The socialist People’s Progressive Party (PPP) announced over the weekend that it is mounting an international campaign against President David Granger’s choice of new electoral commission chairman.

Mr Granger, who heads the People’s National Congress-led coalition government, appointed retired justice James Patterson as chairman of the Guyana Electoral Commission (Gecom) on October 19, ignoring three lists of 18 candidates provided by parliamentary opposition leader leader Bharrat Jagdeo.

The PPP said Mr Granger had “abandoned” the 1992 Carter-Price formula for elections stipulating that the president must appoint the Gecom chair from an opposition shortlist. The Guyana Bar Association and other groups are planning a legal challenge to the appointment.

The party’s British branch called on the Guyanese diaspora “to stand with the PPP in its struggle to reverse the president’s decision.” And it urged democracy advocates, including the US Carter Centre, to “raise their voices and call upon President Granger to rescind his appointment.”

PPP MP Bishop Juan Edghill hit back at a joint statement on Friday by the African Cultural and Development Association (ACDA) and other groups that claimed “Indians do not want to be ruled by an African leader.” He said the groups had “sought to justify President Granger’s action as constitutional by beating the drums of racism.

“In one statement they have attacked, insulted and created wedges, built walls of division” by attacking all critics of the appointment, he said. The bishop will visit Britain in coming months.

The claim that the PPP was a party for Indians was used as part of a CIA-backed destabilisation campaign ahead of independence from Britain in 1966 that saw the party lose out to the People’s National Congress under Forbes Burnham in the 1964 election.

According to a 2012 census, almost 40 per cent of Guyana’s population are of Indian origin, the descendants of indentured labourers; Afro-Guyanese, the descendants of slaves from Africa, constitute almost 30 per cent; Guyanese of mixed heritage make up 20 per cent while the indigenous peoples make up just over 10 per cent.
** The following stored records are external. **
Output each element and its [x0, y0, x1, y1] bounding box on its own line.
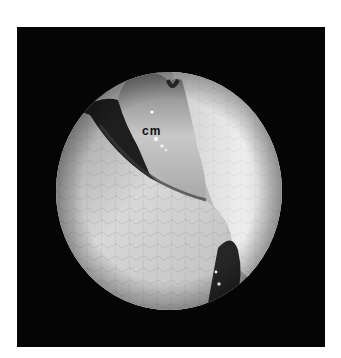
endoscopic-view [0, 0, 341, 358]
label-cm: cm [142, 124, 161, 138]
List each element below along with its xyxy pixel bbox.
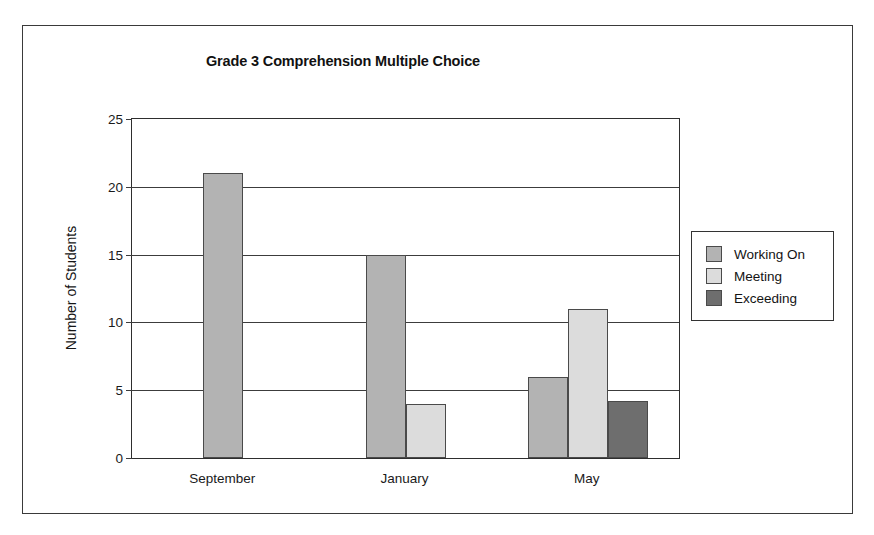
legend-item-meeting[interactable]: Meeting (706, 265, 823, 287)
bar-may-meeting (568, 309, 608, 458)
legend-swatch-icon-meeting (706, 268, 722, 284)
figure-frame: Grade 3 Comprehension Multiple Choice Nu… (22, 25, 853, 514)
legend-label: Meeting (734, 269, 782, 284)
bar-may-working-on (528, 377, 568, 458)
y-tick-mark-10 (126, 322, 132, 323)
x-tick-label-september: September (189, 471, 255, 486)
bar-may-exceeding (608, 401, 648, 458)
y-axis-title-label: Number of Students (63, 225, 79, 350)
y-axis-title: Number of Students (61, 118, 81, 457)
y-tick-label-10: 10 (108, 315, 123, 330)
y-tick-label-20: 20 (108, 179, 123, 194)
y-tick-label-0: 0 (115, 451, 123, 466)
y-tick-label-5: 5 (115, 383, 123, 398)
bar-september-working-on (203, 173, 243, 458)
legend-label: Working On (734, 247, 805, 262)
y-tick-mark-20 (126, 187, 132, 188)
y-tick-mark-15 (126, 255, 132, 256)
legend-swatch-icon-exceeding (706, 290, 722, 306)
legend-item-exceeding[interactable]: Exceeding (706, 287, 823, 309)
x-tick-label-january: January (380, 471, 428, 486)
chart-title: Grade 3 Comprehension Multiple Choice (23, 53, 663, 69)
chart-legend: Working OnMeetingExceeding (691, 231, 834, 321)
bar-january-working-on (366, 255, 406, 458)
legend-swatch-icon-working-on (706, 246, 722, 262)
y-tick-mark-0 (126, 458, 132, 459)
bar-january-meeting (406, 404, 446, 458)
y-tick-label-25: 25 (108, 112, 123, 127)
plot-area: 0510152025 (131, 118, 680, 459)
legend-item-working-on[interactable]: Working On (706, 243, 823, 265)
x-tick-label-may: May (574, 471, 600, 486)
y-tick-mark-5 (126, 390, 132, 391)
y-tick-mark-25 (126, 119, 132, 120)
legend-label: Exceeding (734, 291, 797, 306)
y-tick-label-15: 15 (108, 247, 123, 262)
Last week Mr Jagdeo, a PPP MP and former president, announced the formation of a team that “will look at all of the ways they can rig the elections and start blocking that.” He said party representatives would visit London, Washington, Ottawa and Brussels and other centres of the Guyanese emigrant community.

The PPP alleged widespread ballot-rigging in the 2015 election that brought Mr Granger to power. Soon after his election, Mr Granger granted US-French oil giant ExxonMobil offshore oil exploration rights in the western Essequibo region.

The Essequibo is subject to a territorial dispute with neighbouring Venezuela. Opening up the rich undersea field is likely to depress global oil prices further, harming Venezuela’s economy.